Malcolm Arnold, as a trumpeter, was once described by the
music critic John Amis as resembling a Disney creature,
writes Brian Willey.

When he played a solo he would change colour, turning from
pink to all shades of red, through purple to puce then, when
finished, he would regard his instrument with disgust, as
though it had pooped on the carpet.

As a composer, he was early dubbed "one of the great hopes
of British music" and although, at times, he tended to break
with convention he produced music that was tonal,
attractive, witty, high-spirited and, above all, superbly
crafted - he claimed that Hector Berlioz was the greatest
influence on his writing.
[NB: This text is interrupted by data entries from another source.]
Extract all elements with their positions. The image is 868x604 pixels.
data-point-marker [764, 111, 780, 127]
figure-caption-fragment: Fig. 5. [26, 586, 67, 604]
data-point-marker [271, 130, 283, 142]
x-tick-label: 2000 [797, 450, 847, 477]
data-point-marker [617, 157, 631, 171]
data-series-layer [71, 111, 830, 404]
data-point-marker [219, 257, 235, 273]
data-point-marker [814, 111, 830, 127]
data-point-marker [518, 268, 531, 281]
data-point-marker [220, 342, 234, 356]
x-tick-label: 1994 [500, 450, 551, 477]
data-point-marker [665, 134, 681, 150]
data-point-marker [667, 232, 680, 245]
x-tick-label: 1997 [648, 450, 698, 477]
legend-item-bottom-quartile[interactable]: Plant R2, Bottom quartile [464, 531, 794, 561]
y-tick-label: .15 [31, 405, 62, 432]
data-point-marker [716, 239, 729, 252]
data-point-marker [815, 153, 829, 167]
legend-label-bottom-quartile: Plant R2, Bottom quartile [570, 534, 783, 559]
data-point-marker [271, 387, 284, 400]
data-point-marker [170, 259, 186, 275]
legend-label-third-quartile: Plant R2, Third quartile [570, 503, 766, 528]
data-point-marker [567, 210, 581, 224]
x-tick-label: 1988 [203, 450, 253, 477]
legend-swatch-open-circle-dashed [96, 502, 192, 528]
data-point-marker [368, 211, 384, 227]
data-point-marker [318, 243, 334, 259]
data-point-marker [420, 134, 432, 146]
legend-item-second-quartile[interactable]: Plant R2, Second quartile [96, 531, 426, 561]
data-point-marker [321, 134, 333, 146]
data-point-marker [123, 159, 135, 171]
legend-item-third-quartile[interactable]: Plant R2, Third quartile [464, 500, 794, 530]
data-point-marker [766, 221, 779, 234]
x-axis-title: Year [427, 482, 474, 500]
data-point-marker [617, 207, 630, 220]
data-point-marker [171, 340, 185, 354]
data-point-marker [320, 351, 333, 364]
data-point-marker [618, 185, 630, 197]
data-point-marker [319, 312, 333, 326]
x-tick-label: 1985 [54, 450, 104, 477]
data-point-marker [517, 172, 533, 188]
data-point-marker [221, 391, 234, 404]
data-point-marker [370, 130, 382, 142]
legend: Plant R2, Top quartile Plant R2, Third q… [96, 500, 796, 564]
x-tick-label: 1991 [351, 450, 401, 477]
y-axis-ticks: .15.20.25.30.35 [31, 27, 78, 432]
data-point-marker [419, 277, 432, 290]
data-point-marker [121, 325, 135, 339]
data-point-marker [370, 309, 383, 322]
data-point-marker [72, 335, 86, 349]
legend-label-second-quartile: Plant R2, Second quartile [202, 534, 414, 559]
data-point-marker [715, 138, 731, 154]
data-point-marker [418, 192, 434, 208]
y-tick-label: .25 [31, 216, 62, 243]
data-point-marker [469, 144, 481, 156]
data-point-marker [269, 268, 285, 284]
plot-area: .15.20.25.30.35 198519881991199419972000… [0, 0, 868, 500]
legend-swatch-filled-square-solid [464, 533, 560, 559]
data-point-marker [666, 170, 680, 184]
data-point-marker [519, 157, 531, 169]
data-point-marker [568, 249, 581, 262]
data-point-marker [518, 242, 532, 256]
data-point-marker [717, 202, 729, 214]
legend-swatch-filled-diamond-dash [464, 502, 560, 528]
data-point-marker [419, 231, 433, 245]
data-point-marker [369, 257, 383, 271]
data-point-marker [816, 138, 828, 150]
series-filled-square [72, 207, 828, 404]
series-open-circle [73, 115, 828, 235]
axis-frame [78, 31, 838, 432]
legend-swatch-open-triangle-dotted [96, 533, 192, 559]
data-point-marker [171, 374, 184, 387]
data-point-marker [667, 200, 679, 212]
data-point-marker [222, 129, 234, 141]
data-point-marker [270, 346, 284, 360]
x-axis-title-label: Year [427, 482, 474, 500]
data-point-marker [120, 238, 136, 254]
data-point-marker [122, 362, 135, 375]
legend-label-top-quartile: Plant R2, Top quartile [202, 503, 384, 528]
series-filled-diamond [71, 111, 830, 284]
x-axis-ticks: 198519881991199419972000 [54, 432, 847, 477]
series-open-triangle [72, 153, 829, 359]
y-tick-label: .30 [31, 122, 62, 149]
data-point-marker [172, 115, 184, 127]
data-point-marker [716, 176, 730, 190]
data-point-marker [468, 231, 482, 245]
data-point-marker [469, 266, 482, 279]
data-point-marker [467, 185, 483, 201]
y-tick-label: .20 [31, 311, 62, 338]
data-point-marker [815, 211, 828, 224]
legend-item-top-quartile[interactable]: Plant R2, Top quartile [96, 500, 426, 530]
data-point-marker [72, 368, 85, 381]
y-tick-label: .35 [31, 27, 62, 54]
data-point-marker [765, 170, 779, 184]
In person he was an affable chubby
chap, but could suddenly switch to darker moods, as if at
odds with the world. His turbulent life emotionally affected
his writing so greatly that, in his own words, "all of my
music is biographical".

When his reputation dipped, he became withdrawn and an
alcoholic, suffering periods of depression, nervous
breakdowns and attempted suicide. But he continued to write
whenever possible and eventually the wheel turned full
circle, back to acceptance and reverence. In 1985 he
received a second Ivor Novello Award (he had received the
first for the film score for The Inn of the Sixth Happiness
27 years before), this time for Outstanding Services to
British Music; in 1993 his knighthood; and in 2001 a
Fellowship of the British Academy of Composers and
Songwriters, bestowed on the occasion of an 80th birthday
concert in the Wigmore Hall. In 1962 Yehudi Menuhin had
commissioned a double violin concerto which, in 1991, formed
part of his 70th birthday celebration concert in the Queen
Elizabeth Hall.

Malcolm Arnold finally settled in Attleborough in Norfolk in
the care of his companion Anthony Day and, when first there,
used to visit Dunston Hall, a local hotel, where he could
often be found in the foyer playing the piano with his left
hand and the trumpet with the right hand, much to the
fascination of the guests, who had no idea who he was. Upon
entering his ninth decade he no longer wrote or played, by
then suffering from mild dementia and also wheelchair-bound.
He expressed regret at having been ignored by the BBC Proms
this year. "Doesn't my 85th birthday justify something of
mine being performed?" he asked.

There are many concert and broadcast tributes planned for
the occasion of his 85th birthday next month. They will
serve as a reminder that Malcolm Arnold was one of Britain's
great 20th-century composers.

Malcolm Henry Arnold, composer and trumpeter: born
Northampton 21 October 1921; Principal Trumpet, London
Philharmonic Orchestra 1941-44, 1945-48; CBE 1970; Kt 1993;
married 1940 Sheila Nicholson (one son, one daughter;
marriage dissolved 1969), 1964 Isobel Grey (one son;
marriage dissolved 1979); died Norwich 23 September 2006.